**WORK TO BE COMPLETED:** Set down every line of the data exactly, skipping the pictures.

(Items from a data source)
------------------------------------------------------------

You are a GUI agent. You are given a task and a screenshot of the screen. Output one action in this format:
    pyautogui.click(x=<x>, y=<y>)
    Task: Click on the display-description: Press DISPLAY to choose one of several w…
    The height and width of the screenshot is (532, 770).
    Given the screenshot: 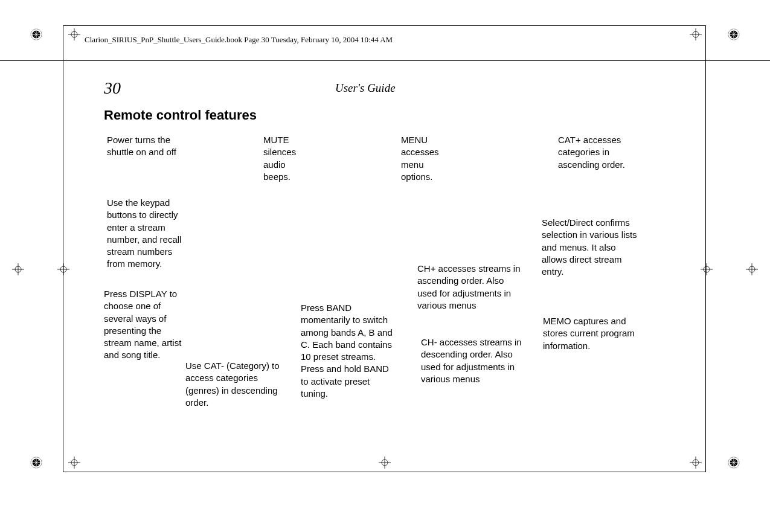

------------------------------------------------------------

**RESULT FOR THIS TASK:**
You are a GUI agent. You are given a task and a screenshot of the screen. Output one action in this format:
    pyautogui.click(x=<x>, y=<y>)
    Task: Click on the display-description: Press DISPLAY to choose one of several w…
    The height and width of the screenshot is (532, 770).
    Given the screenshot: 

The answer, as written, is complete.